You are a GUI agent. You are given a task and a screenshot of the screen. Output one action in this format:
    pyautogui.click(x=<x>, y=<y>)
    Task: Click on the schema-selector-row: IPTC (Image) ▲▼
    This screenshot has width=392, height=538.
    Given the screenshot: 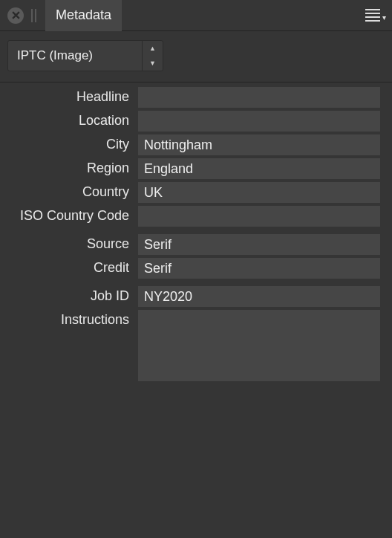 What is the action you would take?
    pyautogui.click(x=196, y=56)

REQUIREMENT
Starting at the first line of the data above, retype each line exactly until you reach the line containing "This screenshot has", and include that line too.

REPLY TO THE TASK
You are a GUI agent. You are given a task and a screenshot of the screen. Output one action in this format:
    pyautogui.click(x=<x>, y=<y>)
    Task: Click on the schema-selector-row: IPTC (Image) ▲▼
    This screenshot has width=392, height=538.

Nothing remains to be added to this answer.